Artist Statement
In Retained Reports I question our relationship with data that originated from our private human experiences – which surveillance capitalists gather as free raw materials so as to fashion them into prediction products, sold in behavioural futures markets – and I invite us to imagine an alternative economic and social logic. I turned the surveillance capitalism’s “means of production” against themselves, by training an AI algorithm to hallucinate portraits of imaginary individuals based on an analysis of the public-domain archive of Costică Acsinte, one of Romania’s most prolific early-20th-century photographers. Many of Acsinte’s fragile glass plates have sustained damages over the years due to heat and moisture.

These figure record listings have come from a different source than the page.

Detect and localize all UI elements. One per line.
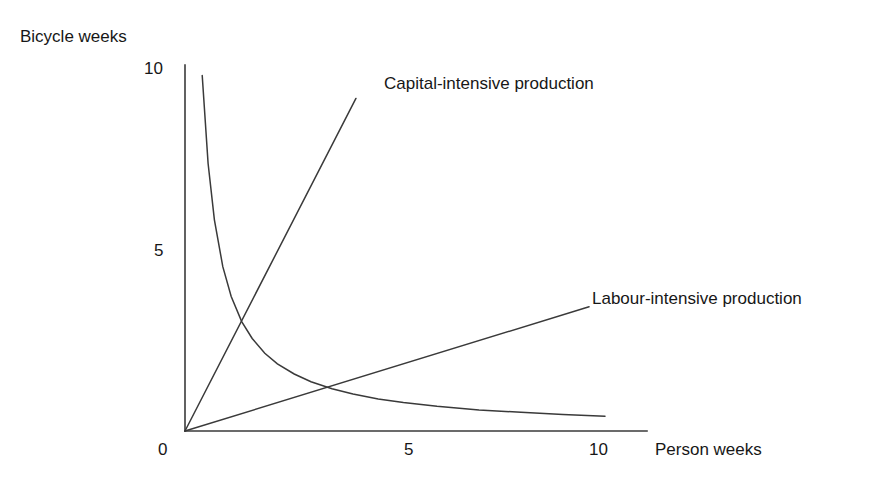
y-tick-label-5: 5 — [154, 242, 163, 259]
x-tick-label-5: 5 — [404, 441, 413, 458]
y-tick-label-10: 10 — [144, 60, 163, 77]
chart-plot-canvas — [0, 0, 878, 485]
x-tick-label-10: 10 — [589, 441, 608, 458]
annotation-capital-intensive-production: Capital-intensive production — [384, 75, 594, 92]
capital-intensive-line — [185, 98, 356, 431]
annotation-labour-intensive-production: Labour-intensive production — [592, 290, 802, 307]
x-tick-label-0: 0 — [158, 441, 167, 458]
x-axis-title: Person weeks — [655, 441, 762, 458]
chart-figure: Bicycle weeks Person weeks 10 5 0 5 10 C… — [0, 0, 878, 485]
y-axis-title: Bicycle weeks — [20, 28, 127, 45]
isoquant-curve — [202, 76, 605, 417]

The delicate silver gelatine emulsion has peeled off, and the glass has cracked or splintered. Worn down by time and elements, the portraits in the Acsinte’s archive are allegories of the impermanence of human artefacts. Their counterparts in Retained Reports, though, are, like personal-data in the hands of the surveillance-industrial complex, permanent artefacts of computational processes and visual antiphrases. It is very hard for citizens to delete all their data, even when they decide to stop sharing them. I am presenting these portraits as images persistently retained on electronic-ink screens, chosen in lieu of traditional archival photo-paper, or NFTs permanently linked on the blockchain. When asymmetries of knowledge between citizens and the surveillance capitalists translate into asymmetries of power, what will be the consequences for democracy? When we lose our private realm, how do we assert our moral autonomy? When predictions of future behaviours are enabled by knowledge and end up with control, what control do we retain over our lives if companies know more about us than we know about ourselves or than we know about them? Or, ultimately, when all our future behaviours are predicted, what does it mean to be human?
Bio
Alfonso de Gregorio is a European artist, globally recognised cybersecurity technologist, and hacker. De Gregorio’s artistic work spans image-making, informatics, lectures, and engineering. In his practice, De Gregorio examines the aesthetics and politics of surveillance, traumatic memory, and sustainability. He has exhibited, spoken, and published internationally. De Gregorio’s works have been shown in art and cultural spaces around the world, including leading museums, contemporary photography festivals, and international art biennials, such as Taylor Wessing Photographic Portrait Prize (National Portrait Gallery – London, 2000), FUTURE(S) (Belfast Photo Festival, 2021), Singapore International Photography Festival – SIPF (Arts and Heritage District, Singapore, 2022), COUNTERPARTS – PORTRAITS Hellerau Photography Award (Museum of Science and Technology – Dresden, 2022), and CHAOS : CALM (Bangkok Art Biennale, 2022), among others.